Friday, August 24, 2007

Stark Contrasts? The Gospel and the Privileged





Is there hope for the privileged?

Sometimes you hear that the privileged and educated are not open to the gospel. It is almost a truism in some circles that open people are poor, less educated, and rural. When you look around the areas of the world where there are populations of new believers, that mostly appears to be the case. Philip Jenkins, author of The Next Christendom, goes so far as to say that: “By 2050… [the world’s average Christian] …is above all likely to be an extremely poor person...” (1)

Some have been relating to sections of the world’s middle and upper classes for decades without seeing a single person coming to faith in Christ, and few continuing in their faith. This is no small matter since for example in India the upper and middle class is possibly 300 million people strong (roughly the same as the entire population of the United States.)


Some encouragement from the early church.

I’ve recently been reading a book called The Rise of Christianity: How the Obscure, Marginal, Jesus Movement Became the Dominant Religious Force in the Western World in a Few Centuries by Rodney Stark. Reading Stark’s study of the early church has encouraged me to harbor hope for the urban privileged and educated. The overall thrust of the Bible certainly has a special concern for the poor, but it also states that God loves the whole world. There are instances of God redeeming rulers, priests, tax-collectors, and apparently large privileged urban populations.

Stark argues that a consensus has developed among New Testament historians that the early church was not mainly made up of the poor and uneducated, but rather the early church was based in the middle and upper classes, was relatively privileged, educated and highly urban. He also notes that statistically there is no reason to believe there were any rapid mass movements to the faith happening. The numbers could have been extremely small in the early years and with only very modest growth rate could have reached half the population of the Roman Empire by the middle of the fourth century. Both of these points encouraged me that those relating to the educated middle classes of the world are not wasting their time. And even if there are only small handfuls of Christ-followers in the early decades, this is not very different from how things went in a movement that changed a whole civilization. We needn’t write off the world’s cities, educated and privileged. They seemed to have been on God’s heart in significant ways in the history of His people.


-Sdawg

(This was a guest post authorized by the Swooping Crane.)


NOTES

1. “Companions of Life” [http://www.christianvisionproject.com/2007/03/companions_of_life.html]

Wednesday, August 22, 2007

Just one acceptable theory of atonement?

Increasingly—or so it seems to me—the penal substitution theory of atonement has become reified as the sole, legitimate theory accepted by “orthodox” Evangelicals. I have seen a number writings that indicate any openness to other theories of atonement is a departure from “biblical” Christianity. This is surprising to me. My theology and history classes indicated that a multiplicity of atonement theories have been propagated by well-known and highly respected theologians. Moreover, Scripture offers up several different word pictures for understanding the death of Jesus.

The fact that the penal substitution theory has become the only “correct” theory of atonement further confounded me as I discovered it to be a later development. In fact, two sources I consulted place its origins in the second millennium of Christian history. Don’t hear me wrong, I’m not saying that the penal substitution theory of atonement is wrong. I concede that there is amble evidence in Scripture to indicate that it is a viable theory. But, is it the only legitimate possibility?

Friday, August 17, 2007

A curious phenomenon

Using “Google Alerts” I come across a variety of blogs. Occasionally, there is a blog that is one of those ultra-conservative, anti-everything blogs. What I find very curious about those blogs is that, inevitably, those are the blogs that don’t have a place for comments. They are so concerned about accountability for heresy and wrong teaching, yet don’t offer their own writings up for critique or reproof. Hmmm…interesting.

Two blogs visited recently are of this nature: Jeremy Green’s http://sbcpastor.blogspot.com/2007/07/memorandum-camel-method.html and Ken Silva’s http://www.apprising.org/archives/2007/08/the_emerging_ch_6.html . Three things are striking about these blogs. First, their dogmatic views come at you like a bullet train with a steam roller attached to the front. Second, their views come across as uninformed. Their “research” comes only from written literature and then compared with stalwart theology of yester-century. Some of these bloggers need to get out and mingle with lostness for a while. And thirdly, the lack of any feedback loop (as mentioned above). I once had a friend that felt it was his duty to deliver the gospel to people no matter how understandable, and then the recipient is culpable to respond to it. It is as if I can quote John 3:16 to a bunch of people in a language not their own, and I am relieved of my responsibility to share the gospel. Conservatives are going to have to learn how to communicate their views to non-conservatives and be willing to take criticism.

This is not my usual kind of post, but I needed to get it off my chest.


* WHAT THE TASK ASKS:
Within this listing, how many lines carry the string "actor"? State the number only.

* DATA SHOWN:
****
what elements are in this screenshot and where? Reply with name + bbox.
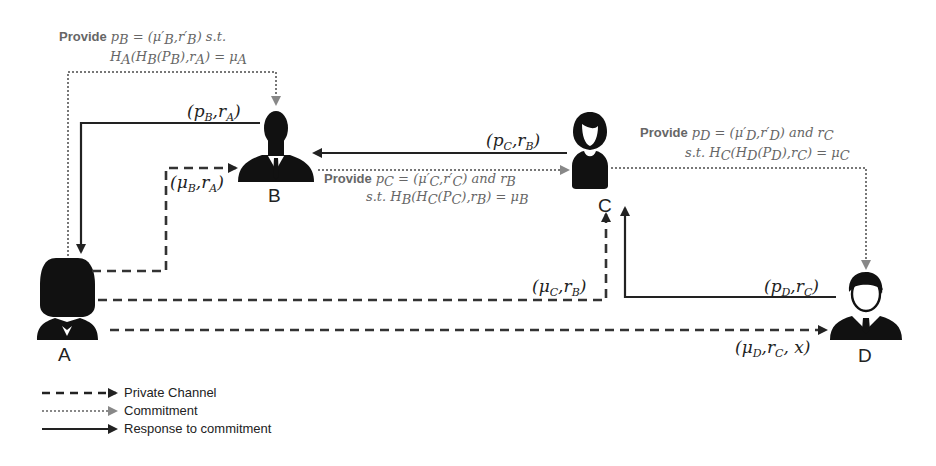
- actor-b-label: B: [268, 185, 281, 206]
- legend: Private Channel Commitment Response to c…: [42, 385, 272, 436]
- svg-text:Private Channel: Private Channel: [124, 385, 217, 400]
- response-d-to-c: [625, 208, 836, 297]
- svg-text:s.t. HB(HC(PC),rB) = μB: s.t. HB(HC(PC),rB) = μB: [366, 189, 529, 207]
- commitment-note-a-to-b: ProvidepB = (μ′B,r′B) s.t. HA(HB(PB),rA)…: [59, 29, 247, 67]
- svg-text:s.t. HC(HD(PD),rC) = μC: s.t. HC(HD(PD),rC) = μC: [685, 145, 850, 163]
- svg-text:Commitment: Commitment: [124, 403, 198, 418]
- legend-item-response: Response to commitment: [42, 421, 272, 436]
- person-icon: [572, 112, 608, 189]
- label-pc-rb: (pC,rB): [486, 130, 540, 153]
- commitment-note-b-to-c: ProvidepC = (μ′C,r′C) and rB s.t. HB(HC(…: [324, 171, 529, 207]
- legend-item-private-channel: Private Channel: [42, 385, 217, 400]
- label-muc-rb: (μC,rB): [532, 276, 586, 299]
- commitment-c-to-d: [611, 168, 866, 268]
- actor-d-label: D: [858, 345, 872, 366]
- businessman-icon: [238, 111, 314, 182]
- woman-icon: [37, 258, 98, 340]
- svg-text:ProvidepD = (μ′D,r′D) and rC: ProvidepD = (μ′D,r′D) and rC: [640, 125, 834, 143]
- actor-a-label: A: [58, 344, 71, 365]
- actor-b: B: [238, 111, 314, 206]
- private-a-to-c: [98, 214, 606, 300]
- svg-text:Response to commitment: Response to commitment: [124, 421, 272, 436]
- actor-d: D: [830, 272, 902, 366]
- commitment-a-to-b: [68, 72, 276, 256]
- label-mud-rc-x: (μD,rC, x): [735, 337, 811, 360]
- commitment-note-c-to-d: ProvidepD = (μ′D,r′D) and rC s.t. HC(HD(…: [640, 125, 850, 163]
- businessman-icon: [830, 272, 902, 340]
- label-pb-ra: (pB,rA): [187, 101, 241, 124]
- actor-a: A: [37, 258, 98, 365]
- actor-c-label: C: [598, 195, 612, 216]
- label-pd-rc: (pD,rC): [764, 276, 819, 299]
- svg-text:ProvidepB = (μ′B,r′B) s.t.: ProvidepB = (μ′B,r′B) s.t.: [59, 29, 226, 47]
- svg-text:HA(HB(PB),rA) = μA: HA(HB(PB),rA) = μA: [109, 49, 247, 67]
- actor-c: C: [572, 112, 612, 216]
- protocol-diagram: A B C D: [0, 0, 936, 466]
- legend-item-commitment: Commitment: [42, 403, 198, 418]
- label-mub-ra: (μB,rA): [170, 172, 224, 195]
- svg-text:ProvidepC = (μ′C,r′C) and rB: ProvidepC = (μ′C,r′C) and rB: [324, 171, 516, 189]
****
* RESPONSE TO THIS TASK:
8